HARRISBURG, Pa. (AP) - A county prosecutor on Tuesday accused the owner of multibillion-dollar pipelines carrying highly volatile natural gas liquids across Pennsylvania of illegally using uniformed state constables as a private security force in what he called a “buy-a-badge” scheme.
Chester County District Attorney Thomas Hogan’s office also charged a security manager for Texas-based Energy Transfer LP and four men associated with security subcontractors that helped recruit constables to patrol the Mariner East pipelines.
The charges include dealing in the proceeds of unlawful activities and bribery.
Energy Transfer, a multibillion-dollar firm that owns sprawling interests in oil and gas pipelines and storage and processing facilities, said in a statement that the charges do not have merit, although it acknowledged the constables were hired at its expense.

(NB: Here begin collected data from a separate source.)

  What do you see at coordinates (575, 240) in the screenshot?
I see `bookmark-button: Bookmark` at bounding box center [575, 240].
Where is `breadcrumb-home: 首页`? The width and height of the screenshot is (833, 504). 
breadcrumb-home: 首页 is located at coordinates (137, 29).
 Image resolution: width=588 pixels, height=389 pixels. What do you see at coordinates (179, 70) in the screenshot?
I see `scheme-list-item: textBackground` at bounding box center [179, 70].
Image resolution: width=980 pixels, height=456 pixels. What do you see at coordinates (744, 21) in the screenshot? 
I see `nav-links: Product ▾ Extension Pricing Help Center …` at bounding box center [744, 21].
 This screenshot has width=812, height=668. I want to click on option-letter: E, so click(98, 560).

Hogan initially charged two constables in August with official oppression and other offenses in his office’s year-old investigation into the heavily fined pipeline project that has drawn protests in Philadelphia’s heavily populated suburbs.

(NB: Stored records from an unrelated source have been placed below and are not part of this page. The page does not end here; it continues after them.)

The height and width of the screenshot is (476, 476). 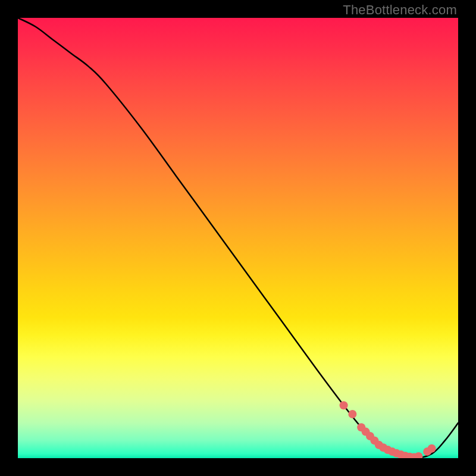 What do you see at coordinates (388, 430) in the screenshot?
I see `marker-group` at bounding box center [388, 430].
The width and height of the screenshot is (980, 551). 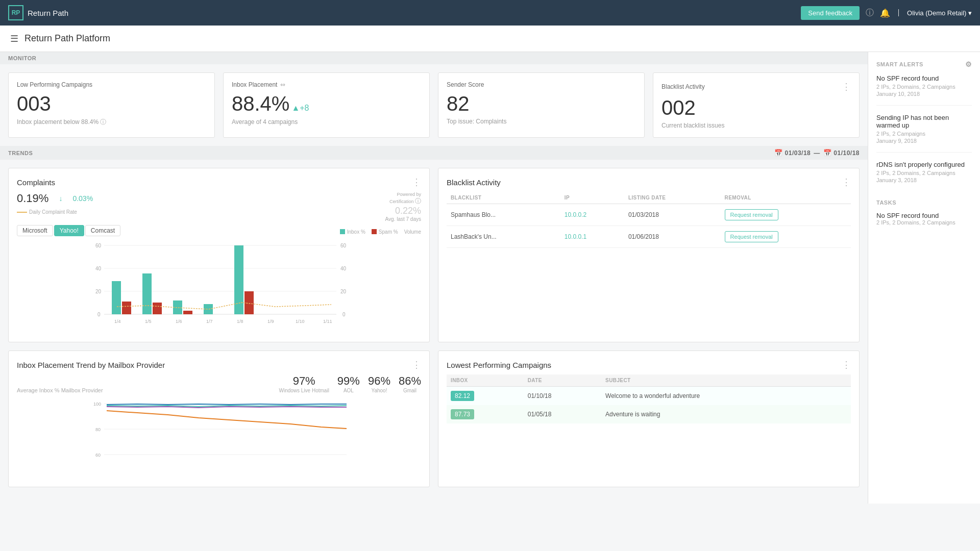 What do you see at coordinates (344, 292) in the screenshot?
I see `svg-text: 20` at bounding box center [344, 292].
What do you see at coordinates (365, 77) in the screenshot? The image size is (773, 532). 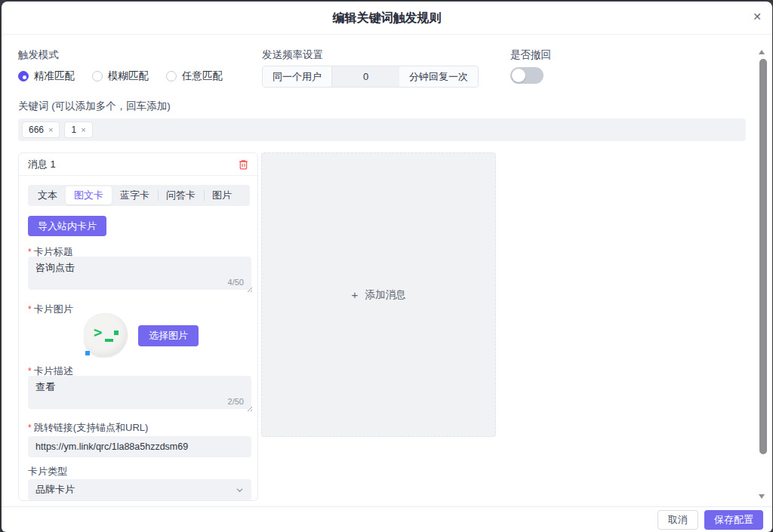 I see `frequency-minutes-input` at bounding box center [365, 77].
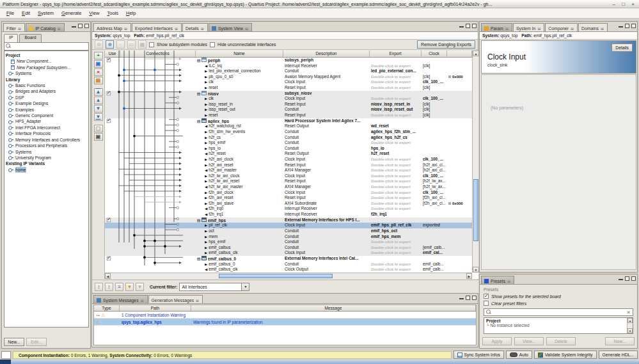 This screenshot has width=639, height=364. What do you see at coordinates (46, 73) in the screenshot?
I see `tree-item-systems: Systems` at bounding box center [46, 73].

Hogan’s office said Tuesday that 19 constables received a total of $235,000 from 2017 through 2019 in a “buy-a-badge” scheme to misuse their authority.

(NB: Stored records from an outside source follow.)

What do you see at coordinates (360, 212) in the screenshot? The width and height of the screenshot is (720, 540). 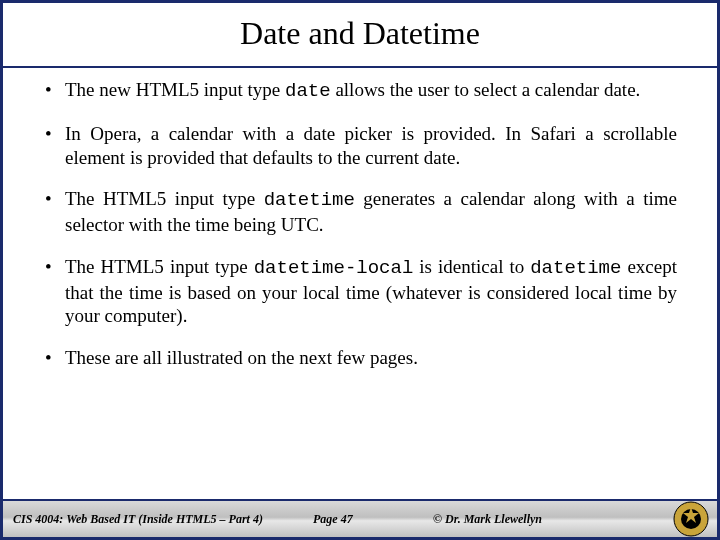 I see `list-item: The HTML5 input type datetime generates …` at bounding box center [360, 212].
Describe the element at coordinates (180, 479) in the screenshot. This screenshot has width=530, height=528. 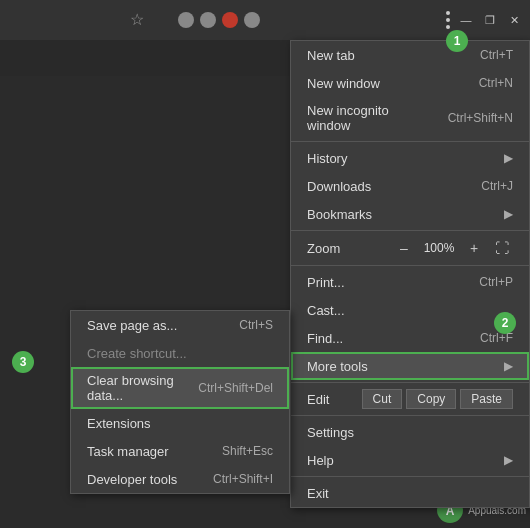
I see `submenu-item-developer-tools: Developer tools Ctrl+Shift+I` at that location.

Internal company documents show that paying law enforcement officers for using their authority is Energy Transfer’s company policy, and that contractors were used to hire and pay the constables to hide the scheme, Hogan’s office said.
“This is a pretty simple case,” Hogan said in a statement. “State Constables sold their badges and official authority. Energy Transfer bought those badges and authority, then used them as a weapon to intimidate citizens. And the defendants attempted to conceal their activity through a maze of companies and payments.”
Among the constables’ activities mentioned in court papers were providing security at construction sites, using body-worn cameras to record patrol checks and any incidents, and keeping people off an easement and identifying people in the area.
Energy Transfer could have simply hired a private security firm and paid the security guards directly, Hogan said.
Instead, the security manager, Frank Recknagel, and Energy Transfer “wanted the power of the badge to enforce their corporate will and engaged in illegal activity to make it happen, then hid the payments in a byzantine process to avoid detection of their role,” Hogan said.
Energy Transfer did not respond to specific questions about Hogan’s accusations. In its statement, it said it supports its employee, who it did not name. It also said that local law enforcement knew of the plan and that the community benefited from the security.
“The Pennsylvania constables in question were hired by an independent, Pennsylvania-based security firm to support the West Whiteland Police Department in its efforts to maintain peace within the community,” Energy Transfer said.
A lawyer for Recknagel declined to comment Tuesday.
Construction on the Mariner East pipelines has spurred more than $13 million in fines and several temporary shutdown orders by state agencies, primarily for polluting waterways and drinking water wells, and using construction methods not approved by state regulators.
Sinkholes along the pipelines’ route have opened on lawns in Chester County, and neighbors worry that a single leak would level the entire neighborhood.
It has drawn the attention of several law enforcement agencies, including a corruption investigation by the FBI into how Gov. Tom Wolf’s administration came to issue permits for the project in 2017.
Wolf’s administration, meanwhile, has had run-ins with Energy Transfer in which it accused the company of willfully violating state law.
Exploration firms drilling in the booming Marcellus Shale and Utica Shale fields ship natural gas liquids through the Mariner East pipelines to Marcus Hook refinery and export terminal near Philadelphia, helping the U.S. become the world’s leading ethane exporter.